The 20th century, in which Poland participated as an independent country with its own pavilions and presented the achievements of the Polish nation in science, technology and art, and thus no longer within the structure of foreign states.
The exception here was the exhibition in Paris in 1900 that opened the 20th century. Polish achievements in all the areas were presented at the exhibitions, including structures, persons, institutions and awards, also as the place of this legacy in the world context. Polish matters were presented as broadly as possible – from the perspective of its architectural and urban conceptions, through current trends in art, to political and societal conditions.
The emphasis at the Seville (1992) exhibition was on the historical heritage of the era of Columbus, modern discoveries, and nature, as well as the history, geography and knowledge of astronomy of that time. The Pavilion of Navigation displayed copies of ships from the time of Columbus and Magellan. The Pavilion of the Future was devoted to the environment, energy, telecommunications and knowledge of the universe.
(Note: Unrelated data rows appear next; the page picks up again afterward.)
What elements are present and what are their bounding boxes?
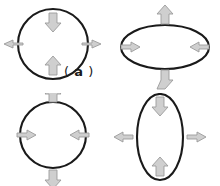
panel-c-bottom-arrow (45, 170, 61, 186)
panel-b-left-arrow (121, 42, 140, 52)
panel-a-left-arrow (4, 40, 23, 48)
panel-a-top-arrow (45, 13, 61, 32)
panel-b: ( b ) (110, 0, 220, 93)
panel-a-label-close-paren: ) (88, 64, 94, 79)
panel-d-right-arrow (187, 132, 206, 142)
panel-a-label: ( a ) (64, 64, 94, 79)
panel-d-left-arrow (114, 132, 133, 142)
panel-d: ( d ) (110, 93, 220, 186)
panel-c: ( c ) (0, 93, 110, 186)
panel-b-bottom-arrow (157, 70, 173, 89)
panel-b-right-arrow (190, 42, 209, 52)
panel-a-bottom-arrow (45, 56, 61, 75)
panel-a: ( a ) (0, 0, 110, 93)
figure-deformation-modes: ( a ) ( b (0, 0, 220, 186)
panel-c-top-arrow (45, 93, 61, 102)
panel-b-top-arrow (157, 5, 173, 24)
panel-d-top-arrow (152, 97, 168, 116)
panel-d-bottom-arrow (152, 157, 168, 176)
panel-a-label-letter: a (74, 64, 83, 79)
panel-a-right-arrow (82, 40, 101, 48)
panel-a-label-open-paren: ( (64, 64, 70, 79)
The Polish Pavilion was designed by the architect Fernando Mendoza Castells. The concept of it meant to express the idea of international Global Solidarity as well as Polish art and culture. The construction of the exhibition recalled that of a ship under construction, as a reference to Solidarity, the Gdańsk Shipyard and the Gdańsk appeal from 1981 to the peoples of Eastern Europe. An anchor from the ship, which by its siren, was the first to proclaim the signing of the August Agreements of 1980 in Gdańsk.
Among events of an international character in Seville, on UNICEF Day, the children of the world drew Earth Flags as a symbol of world solidarity, and there was an exposition in the Polish Pavilion of 75 drawings of the Earth Flags made by pupils of the Royal School of Maestranza de la Caballeria in Seville.
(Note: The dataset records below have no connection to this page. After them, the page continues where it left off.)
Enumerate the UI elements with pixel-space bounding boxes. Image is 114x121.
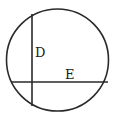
circle-diagram: D E: [0, 0, 114, 121]
circle-outline: [7, 9, 109, 111]
label-d: D: [35, 45, 45, 60]
label-e: E: [65, 67, 75, 82]
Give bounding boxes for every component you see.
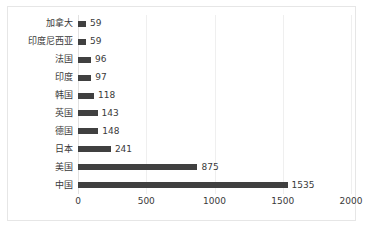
bar-row: 日本241 [78,140,351,158]
x-tick-label: 500 [138,197,155,206]
gridline-2000 [351,15,352,194]
bar-value-label: 1535 [292,181,315,190]
category-label: 中国 [55,181,73,190]
bar-value-label: 148 [102,127,119,136]
chart-frame: 加拿大59印度尼西亚59法国96印度97韩国118英国143德国148日本241… [7,6,356,221]
bar[interactable] [78,75,91,81]
bar[interactable] [78,128,98,134]
bar-value-label: 59 [90,19,101,28]
category-label: 英国 [55,109,73,118]
bar[interactable] [78,146,111,152]
bar-row: 美国875 [78,158,351,176]
bar[interactable] [78,93,94,99]
bar-row: 韩国118 [78,87,351,105]
category-label: 加拿大 [46,19,73,28]
x-tick-label: 2000 [340,197,363,206]
x-tick-label: 1000 [203,197,226,206]
category-label: 印度尼西亚 [28,37,73,46]
bar-row: 德国148 [78,122,351,140]
plot-area: 加拿大59印度尼西亚59法国96印度97韩国118英国143德国148日本241… [78,15,351,194]
category-label: 法国 [55,55,73,64]
bar[interactable] [78,21,86,27]
bar-row: 印度97 [78,69,351,87]
x-tick-label: 1500 [271,197,294,206]
bar-value-label: 143 [102,109,119,118]
bar-row: 中国1535 [78,176,351,194]
bar-row: 法国96 [78,51,351,69]
bar-value-label: 96 [95,55,106,64]
bar[interactable] [78,164,197,170]
bar-value-label: 875 [201,163,218,172]
bar-value-label: 118 [98,91,115,100]
bar[interactable] [78,39,86,45]
category-label: 德国 [55,127,73,136]
x-axis: 0500100015002000 [78,197,351,213]
category-label: 韩国 [55,91,73,100]
bar[interactable] [78,182,288,188]
bar-value-label: 59 [90,37,101,46]
bar-row: 加拿大59 [78,15,351,33]
x-tick-label: 0 [75,197,81,206]
bar-row: 英国143 [78,105,351,123]
bar-value-label: 241 [115,145,132,154]
category-label: 印度 [55,73,73,82]
bar[interactable] [78,57,91,63]
category-label: 美国 [55,163,73,172]
category-label: 日本 [55,145,73,154]
bar-value-label: 97 [95,73,106,82]
bar[interactable] [78,110,98,116]
bar-row: 印度尼西亚59 [78,33,351,51]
In the EXPO Press Center, during what were known as Flag Days, the artists were presented with medals of “Global Solidarity”. The National Bank of Poland released commemorative coins with a denomination of 200 zlotys that had a view of occasional the portal of the cathedral in Seville. The Polish Post introduced into circulation five occasional stamps.
The Polish Pavilion at the Lisbon Exhibition (1998) has the thematic slogan: Poland – Amber Coast. As a central focus of the composition of the interior was the installation, Four Oceans, in the form of a glass pyramid. Around the cone were scattered pieces of amber and tubular containers in which were displayed additional items of amber, as symbolizing the sea.
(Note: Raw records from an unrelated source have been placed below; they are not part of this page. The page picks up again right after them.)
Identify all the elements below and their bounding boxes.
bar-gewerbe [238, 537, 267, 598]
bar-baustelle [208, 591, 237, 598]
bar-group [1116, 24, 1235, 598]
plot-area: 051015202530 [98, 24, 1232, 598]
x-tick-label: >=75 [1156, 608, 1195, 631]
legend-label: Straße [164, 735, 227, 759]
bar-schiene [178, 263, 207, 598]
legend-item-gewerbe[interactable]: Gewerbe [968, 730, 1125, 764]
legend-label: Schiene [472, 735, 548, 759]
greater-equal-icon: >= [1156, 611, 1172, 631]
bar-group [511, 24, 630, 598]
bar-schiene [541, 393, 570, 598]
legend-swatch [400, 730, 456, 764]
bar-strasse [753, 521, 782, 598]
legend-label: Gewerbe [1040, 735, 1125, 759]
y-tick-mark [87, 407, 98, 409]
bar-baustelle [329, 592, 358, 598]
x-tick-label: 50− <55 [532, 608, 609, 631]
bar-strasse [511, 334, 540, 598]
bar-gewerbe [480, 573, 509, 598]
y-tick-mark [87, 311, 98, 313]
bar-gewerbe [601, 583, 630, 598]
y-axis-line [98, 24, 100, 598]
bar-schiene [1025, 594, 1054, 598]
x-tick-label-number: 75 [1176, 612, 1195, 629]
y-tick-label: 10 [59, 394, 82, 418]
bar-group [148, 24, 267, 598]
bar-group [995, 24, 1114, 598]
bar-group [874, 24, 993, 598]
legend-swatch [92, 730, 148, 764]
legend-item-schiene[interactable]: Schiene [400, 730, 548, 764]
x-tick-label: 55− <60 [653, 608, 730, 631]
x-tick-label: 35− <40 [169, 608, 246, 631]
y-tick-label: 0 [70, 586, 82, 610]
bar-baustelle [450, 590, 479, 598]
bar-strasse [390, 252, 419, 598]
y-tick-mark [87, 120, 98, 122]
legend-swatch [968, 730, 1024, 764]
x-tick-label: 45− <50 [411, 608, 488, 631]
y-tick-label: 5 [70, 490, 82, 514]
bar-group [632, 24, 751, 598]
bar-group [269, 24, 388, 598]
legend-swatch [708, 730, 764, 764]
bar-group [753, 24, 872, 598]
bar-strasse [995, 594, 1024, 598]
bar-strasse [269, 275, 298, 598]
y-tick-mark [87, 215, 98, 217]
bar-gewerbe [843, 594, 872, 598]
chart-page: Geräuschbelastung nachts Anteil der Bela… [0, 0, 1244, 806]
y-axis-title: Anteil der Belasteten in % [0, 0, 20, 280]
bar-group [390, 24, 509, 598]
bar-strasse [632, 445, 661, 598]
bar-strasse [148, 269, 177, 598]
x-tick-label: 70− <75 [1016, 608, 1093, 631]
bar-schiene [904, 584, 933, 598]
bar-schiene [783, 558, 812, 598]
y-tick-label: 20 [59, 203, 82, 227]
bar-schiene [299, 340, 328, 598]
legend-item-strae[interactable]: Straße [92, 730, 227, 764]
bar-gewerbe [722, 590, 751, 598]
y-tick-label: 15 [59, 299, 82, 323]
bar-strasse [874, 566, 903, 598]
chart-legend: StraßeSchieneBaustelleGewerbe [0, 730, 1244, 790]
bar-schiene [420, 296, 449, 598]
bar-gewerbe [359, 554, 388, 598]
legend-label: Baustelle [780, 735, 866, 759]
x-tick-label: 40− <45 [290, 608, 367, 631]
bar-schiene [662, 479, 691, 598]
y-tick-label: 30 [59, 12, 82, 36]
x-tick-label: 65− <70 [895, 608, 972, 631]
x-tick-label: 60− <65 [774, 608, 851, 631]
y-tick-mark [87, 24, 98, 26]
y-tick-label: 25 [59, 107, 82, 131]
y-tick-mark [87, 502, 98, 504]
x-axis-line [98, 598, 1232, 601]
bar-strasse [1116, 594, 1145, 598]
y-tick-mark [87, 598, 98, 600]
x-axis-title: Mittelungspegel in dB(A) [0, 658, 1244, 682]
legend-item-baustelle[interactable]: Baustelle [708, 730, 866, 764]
Expo’98 was accompanied by the Nautical Exposition, and the folowing ships arrived from Poland: the tall ship Dar Młodzieży with the exposition Poland on the Baltic on board; Nawigator XXI, with the exposition Polish Marine Economy, the tall ship Zawisza Czarny and the warship ORP Wodnik, which carried the exposition 80 Years of the Navy of the Republic of Poland. Operation Sail took place and Poland took second place in terms of 11 crews.
In the Polish exposition at Taejon Expo’93 before the entrance to the Pavilion stood the Motolotnia ML-l [ML-l Ultra-Light Aircraft] and a white and red windmill propeller - the logo of the Polish exposition - turned.·
The achievements of Polish science and industry were presented in six thematic block, and as the first was aeronautic technology: Warsaw Institute of Aviation; Warsaw University of Technology, The Institute of Aeronautics and Applied Mechanics; WSK State Aviation Works, Świdnik.
During the Hanover Exhibition (2000), the Polish pavilion presented inter alia the Astronomical Observatories of Nicolaus Copernicus and of modern astronomer Aleksander Wolszczan.
In sum up of this review and general remarks one can notice that Poland’s contribution to development of international intellectual heritage and supporting of it legal protection is of outstanding significance through participation in the world exhibitions. [Recibido el 11 octubre de 2011].
NOTA
1 See: Anna M. Drexlerowa, Andrzej K. Olszewski, Polska i Polacy na powszechnych wystawach światowych 1851-2000 [Poland and Poles at International Word Exhibitions], Warsaw, 2005.